Hey guys, for all the old timers who remember me working on this simulation, I've added all the simulation code back in and it seems to be working as advertised. It's still pretty much a hack, and I'm working on that. For example if you compile it you'll notice that there's a blank menubar across the top, I still need to flesh that out. Also, if you move or cover then uncover the window while the simulation is running, the menubar and the bottom form with the control buttons don't redraw until the simulation ends. If you supply a number on the command line, that many simulations of 100,000 hands each will run, otherwise it defaults to running 40 simulations. No other command line options are available yet, not even -h or --help, I'm working on that. By default it will echo the number of simulations back to the terminal window you launch it from. If you open the file in your favorite text editor, there's some helpful information at the top of the file on how to compile it using g++. It's on my todo list to ifdef the STL calls to eventually get this code to run using MIPSPro, or an older GNU for example on my Sun Blade 2500. I haven't gotten started on that yet.
The interesting thing to me is that my code matches Braun's results everywhere except the player's hands of ace 8 and ace 10, so either I'm wrong or Braun was wrong, but if I'm wrong I can't for the life of me figure out where. There are some other trivial differences, for the case of a player's pairs, I match Braun exactly everywhere except for the dealer's 10, where Braun got 145 and I get 144. Also for the case of a player's 10, 10 vs. every dealer upcard, Braun got 724, I think the right number is 723.
When the simulation ends, any difference between Braun's numbers and mine are highlighted in red, my numbers keep the white background. Google books has Braun's numbers online, if you search for "chart b.21 how many times you will get each hand" you can see them.
As I mentioned before, I want to tackle Braun's other simulations as well, I decided to do this one first because I thought it would be the easiest. I ran earlier versions of the code on my 600 MHz Octane2 and it was horribly slow. So far the biggest run I've done was 12,700 loops (of 100,000 hands each), and it took half a day on my 64 bit 3.6 GHz Xeon E5-1650, so I think that makes it a supercomputer application. Isn't any code that takes half a day to complete a supercomputer application?
Anyway, thanks to anyone who's bored enough to try this out!
One other thing, John if you compile this, I left the call to sprintf because I want older compilers to be able to use this, I increased the character string size by integer 1, please let me know if that still smashes the stack on your workstation, so thanks if you do try it!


What the task asks -> Could you copy exactly the lines from the one containing "Localize all elements." through the last line of the records below, leaving out any pictures?

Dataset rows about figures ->
--- START ---
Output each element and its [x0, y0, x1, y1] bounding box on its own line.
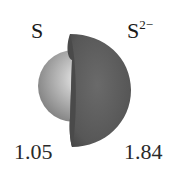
atom-radius: 1.05: [14, 141, 53, 163]
ion-radius: 1.84: [124, 141, 163, 163]
ion-hemisphere: [70, 34, 131, 147]
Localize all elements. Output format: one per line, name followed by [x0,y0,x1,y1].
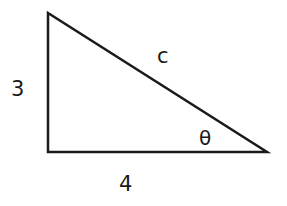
vertical-side-label: 3 [11,77,24,101]
triangle-diagram: 3 c θ 4 [0,0,287,206]
angle-label: θ [199,126,211,150]
right-triangle [48,13,267,152]
hypotenuse-label: c [157,44,169,68]
horizontal-side-label: 4 [119,172,132,196]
--- END ---
Response to the exercise ->
Localize all elements. Output format: one per line, name followed by [x0,y0,x1,y1].
vertical-side-label: 3 [11,77,24,101]
triangle-diagram: 3 c θ 4 [0,0,287,206]
angle-label: θ [199,126,211,150]
right-triangle [48,13,267,152]
hypotenuse-label: c [157,44,169,68]
horizontal-side-label: 4 [119,172,132,196]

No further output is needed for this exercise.